Comercio, patrimonio, nación y guerra.

  1. Herrero Sánchez, Manuel
Journal:
Debate y perspectivas: cuadernos de historia y ciencias sociales

ISSN: 1577-1261

Year of publication: 2002

Issue Title: Las tinieblas de la memoria: una reflexión sobre los imperios en la Edad Moderna

Issue: 2

Pages: 99-112

Type: Article

More publications in: Debate y perspectivas: cuadernos de historia y ciencias sociales

Abstract

According to standard historiographical wisdom, the triumph of Amsterdam in the seventeenth century was no more than the culmination of a cycle of economic development protagonized by cities like Venice, Genoa, or Antwerp, which became powerful mercantile and financial centres but which lacked the support of a modern unified state. This opinion has been revised, and it has been shown that, despite the jealous defense of the provincial and urban particularism, the active network of cities around Amsterdam succeeded in creating the means necessary to defend their mercantile interests and to gain access to European and colonial markets.
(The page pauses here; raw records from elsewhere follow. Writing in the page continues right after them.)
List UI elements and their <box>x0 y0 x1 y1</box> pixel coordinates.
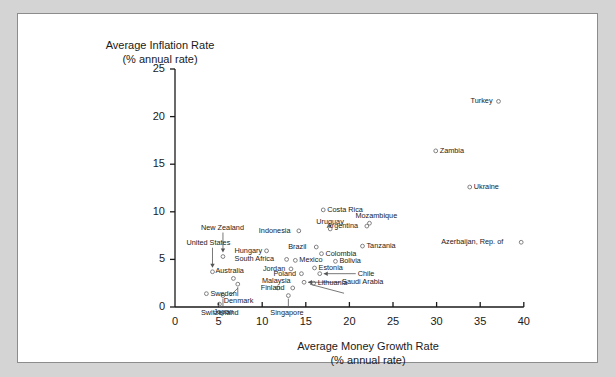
data-point-marker <box>365 224 369 228</box>
data-point-marker <box>291 286 295 290</box>
label-leader-arrow <box>324 271 328 275</box>
axes-and-data <box>18 14 597 362</box>
data-point-label: Tanzania <box>366 241 395 250</box>
x-tick-label: 35 <box>467 315 493 327</box>
y-tick-label: 15 <box>139 157 165 169</box>
data-point-marker <box>313 266 317 270</box>
data-point-label: Ukraine <box>474 182 499 191</box>
data-point-label: Argentina <box>327 221 358 230</box>
data-point-marker <box>297 229 301 233</box>
data-point-marker <box>204 292 208 296</box>
x-tick-label: 40 <box>511 315 537 327</box>
data-point-label: Sweden <box>210 289 236 298</box>
data-point-label: Mozambique <box>355 211 397 220</box>
y-tick-label: 5 <box>139 252 165 264</box>
data-point-marker <box>434 149 438 153</box>
x-tick-label: 5 <box>206 315 232 327</box>
data-point-label: Japan <box>213 307 233 316</box>
data-point-marker <box>468 185 472 189</box>
data-point-marker <box>293 258 297 262</box>
data-point-marker <box>221 255 225 259</box>
y-tick-label: 20 <box>139 110 165 122</box>
data-point-label: Singapore <box>270 308 303 317</box>
y-tick-label: 0 <box>139 300 165 312</box>
data-point-label: Finland <box>261 283 285 292</box>
x-tick-label: 25 <box>380 315 406 327</box>
data-point-marker <box>300 272 304 276</box>
data-point-marker <box>318 272 322 276</box>
x-tick-label: 0 <box>162 315 188 327</box>
figure-panel: Average Inflation Rate (% annual rate) A… <box>17 13 598 363</box>
x-tick-label: 20 <box>336 315 362 327</box>
data-point-marker <box>211 270 215 274</box>
label-leader-arrow <box>210 264 214 268</box>
data-point-marker <box>285 258 289 262</box>
data-point-label: South Africa <box>235 254 274 263</box>
label-leader-arrow <box>221 249 225 253</box>
data-point-label: New Zealand <box>201 223 244 232</box>
data-point-label: Zambia <box>440 146 464 155</box>
data-point-marker <box>497 99 501 103</box>
x-tick-label: 30 <box>424 315 450 327</box>
scatter-plot: Average Inflation Rate (% annual rate) A… <box>18 14 597 362</box>
data-point-marker <box>265 249 269 253</box>
data-point-marker <box>236 282 240 286</box>
data-point-label: Brazil <box>288 242 306 251</box>
data-point-label: United States <box>186 238 230 247</box>
y-tick-label: 10 <box>139 205 165 217</box>
data-point-label: Estonia <box>319 263 343 272</box>
data-point-label: Indonesia <box>259 226 291 235</box>
data-point-label: Australia <box>215 266 243 275</box>
x-tick-label: 15 <box>293 315 319 327</box>
data-point-marker <box>302 280 306 284</box>
data-point-marker <box>361 244 365 248</box>
data-point-marker <box>519 240 523 244</box>
data-point-marker <box>232 277 236 281</box>
data-point-marker <box>321 208 325 212</box>
x-tick-label: 10 <box>249 315 275 327</box>
data-point-marker <box>314 245 318 249</box>
data-point-label: Azerbaijan, Rep. of <box>441 237 503 246</box>
data-point-marker <box>286 294 290 298</box>
label-leader-arrow <box>308 280 312 284</box>
y-tick-label: 25 <box>139 62 165 74</box>
data-point-label: Turkey <box>471 96 493 105</box>
data-point-label: Saudi Arabia <box>342 277 383 286</box>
Much of the success of the Dutch model sprang from the scarce state supervision of the East and West Indies trading companies, founded in 1602 and 1621. Throughout the seventeenth century, colonial expansion encouraged the consolidation of the United Provinces as an independent state, but in the long run the relative importance of foreign trade led to the application of a fiscal policy designed to favour commerce at the expense of productive activities. Privileged trading companies engaged in constant patrimonial conflicts and contributed to strengthen the power of the patrician elite and to maintain an archaic and descentralized government structure, which was incapable of meeting the challenge of other European colonial powers.